Biden administration to cancel oil and gas leases in Arctic National Wildlife Refuge
The Interior Department will suspend several oil and gas leases in the Arctic National Wildlife Refuge Tuesday, according to three individuals briefed on the decision, overturning one of Donald Trump’s most significant environmental acts during his last days in office.
The move, which could spark a major legal battle, aims to unwind nearly a dozen leases in the heart of a pristine expanse in Alaska that Republicans and Democrats have fought over for four decades. The Trump administration auctioned off the right to drill in the refuge’s coastal plain — home to hundreds of thousands of migrating caribou and waterfowl as well as the Southern Beaufort Sea’s remaining polar bears —just two weeks before President Biden was inaugurated.
Several individuals briefed on the Biden administration’s decision, who spoke on the condition of anonymity because it had not been formally announced yet, said Interior would halt the leases on the grounds that Trump officials rushed the Jan. 6 auction and did not follow proper procedures.
The step, I'm ing just days after the Justice Department defended another drilling project on Alaska’s North Slope, underscores the balancing act the new administration aims to strike as it slows fossil fuel development on public lands. While President Biden has paused new federal oil and gas leasing and pledged to drastically cut the nation’s greenhouse gas emissions, he has taken a much more cautious approach toward most oil and gas operations approved under his predecessor.
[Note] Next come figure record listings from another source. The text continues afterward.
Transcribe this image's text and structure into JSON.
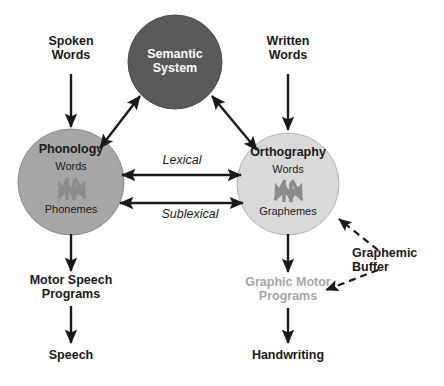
{
  "diagram": {
    "colors": {
      "semantic_fill": "#595959",
      "phonology_fill": "#a6a6a6",
      "orthography_fill": "#d9d9d9",
      "circle_stroke": "#7f7f7f",
      "arrow": "#1a1a1a",
      "inner_arrow": "#808080",
      "muted_text": "#a6a6a6",
      "text": "#1a1a1a",
      "light_text": "#ffffff",
      "background": "#ffffff"
    },
    "circles": [
      {
        "id": "semantic-system",
        "title": "Semantic\nSystem",
        "sub_top": "",
        "sub_bottom": "",
        "cx": 175,
        "cy": 62,
        "r": 47,
        "fill": "#595959",
        "text_color": "#ffffff"
      },
      {
        "id": "phonology",
        "title": "Phonology",
        "sub_top": "Words",
        "sub_bottom": "Phonemes",
        "cx": 71,
        "cy": 182,
        "r": 53,
        "fill": "#a6a6a6",
        "text_color": "#1a1a1a"
      },
      {
        "id": "orthography",
        "title": "Orthography",
        "sub_top": "Words",
        "sub_bottom": "Graphemes",
        "cx": 288,
        "cy": 184,
        "r": 51,
        "fill": "#d9d9d9",
        "text_color": "#1a1a1a"
      }
    ],
    "inputs": [
      {
        "id": "spoken-words",
        "text": "Spoken\nWords",
        "x": 71,
        "y": 38,
        "muted": false
      },
      {
        "id": "written-words",
        "text": "Written\nWords",
        "x": 288,
        "y": 38,
        "muted": false
      }
    ],
    "outputs": [
      {
        "id": "motor-speech-programs",
        "text": "Motor Speech\nProgrammes",
        "x": 71,
        "y": 282,
        "muted": false
      },
      {
        "id": "graphic-motor-programs",
        "text": "Graphic Motor\nProgrammes",
        "x": 288,
        "y": 284,
        "muted": true
      },
      {
        "id": "speech",
        "text": "Speech",
        "x": 71,
        "y": 355,
        "muted": false
      },
      {
        "id": "handwriting",
        "text": "Handwriting",
        "x": 288,
        "y": 355,
        "muted": false
      }
    ],
    "route_labels": [
      {
        "id": "lexical",
        "text": "Lexical",
        "x": 182,
        "y": 162
      },
      {
        "id": "sublexical",
        "text": "Sublexical",
        "x": 188,
        "y": 215
      }
    ],
    "annotations": [
      {
        "id": "graphemic-buffer",
        "text": "Graphemic\nBuffer",
        "x": 400,
        "y": 258
      }
    ],
    "output_label_texts": {
      "motor_speech": "Motor Speech\nPrograms",
      "graphic_motor": "Graphic Motor\nPrograms",
      "speech": "Speech",
      "handwriting": "Handwriting"
    },
    "connections": [
      {
        "id": "spoken-to-phonology",
        "from": "Spoken Words",
        "to": "Phonology",
        "style": "solid",
        "arrows": "single"
      },
      {
        "id": "written-to-orthography",
        "from": "Written Words",
        "to": "Orthography",
        "style": "solid",
        "arrows": "single"
      },
      {
        "id": "phonology-semantic",
        "from": "Phonology",
        "to": "Semantic System",
        "style": "solid",
        "arrows": "double"
      },
      {
        "id": "orthography-semantic",
        "from": "Orthography",
        "to": "Semantic System",
        "style": "solid",
        "arrows": "double"
      },
      {
        "id": "lexical-route",
        "from": "Phonology",
        "to": "Orthography",
        "style": "solid",
        "arrows": "double"
      },
      {
        "id": "sublexical-route",
        "from": "Phonology",
        "to": "Orthography",
        "style": "solid",
        "arrows": "double"
      },
      {
        "id": "phonology-to-motor-speech",
        "from": "Phonology",
        "to": "Motor Speech Programs",
        "style": "solid",
        "arrows": "single"
      },
      {
        "id": "motor-speech-to-speech",
        "from": "Motor Speech Programs",
        "to": "Speech",
        "style": "solid",
        "arrows": "single"
      },
      {
        "id": "orthography-to-graphic-motor",
        "from": "Orthography",
        "to": "Graphic Motor Programs",
        "style": "solid",
        "arrows": "single"
      },
      {
        "id": "graphic-motor-to-handwriting",
        "from": "Graphic Motor Programs",
        "to": "Handwriting",
        "style": "solid",
        "arrows": "single"
      },
      {
        "id": "buffer-to-orthography",
        "from": "Graphemic Buffer",
        "to": "Orthography",
        "style": "dashed",
        "arrows": "single"
      },
      {
        "id": "buffer-to-graphic-motor",
        "from": "Graphemic Buffer",
        "to": "Graphic Motor Programs",
        "style": "dashed",
        "arrows": "single"
      }
    ]
  }
}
On Wednesday, DOJ attorneys filed a brief defending ConocoPhillips’ Willow Project, an oil reservoir on the National Petroleum Reserve-Alaska that could hold up to 300 million barrels of oil. The administration has also defended the Trump administration’s decision to issue oil and gas leases in Wyoming and declined to press for the shutdown of the Dakota Access Pipeline, a project Interior Secretary Deb Haaland protested while serving in Congress.
But Tuesday’s move signaled that the new administration was willing to take aggressive action in an area that has been a rallying cry for environmentalist for decades.
The January sale of 11 tracts in the refuge on just over 550,000 acres netted roughly $14 million, a tiny fraction of what Republicans initially predicted it would yield. Only two of the bids were competitive, so nearly all of the land sold for the minimum price of $25 an acre.
Many major banks in the U.S. and Canada, under pressure from indigenous and environmental activists, announced that they would not finance any projects on the refuge. Low oil prices, coupled with the prospect of a public backlash, meant that no major oil companies bid on the leases.
As a result, a state agency, Alaska Industrial Development and Export Authority, emerged as the main bidder. The agency put up all but two of the winning bids, which went to a couple of small energy firms.
Interior department officials declined to comment on Biden’s latest move.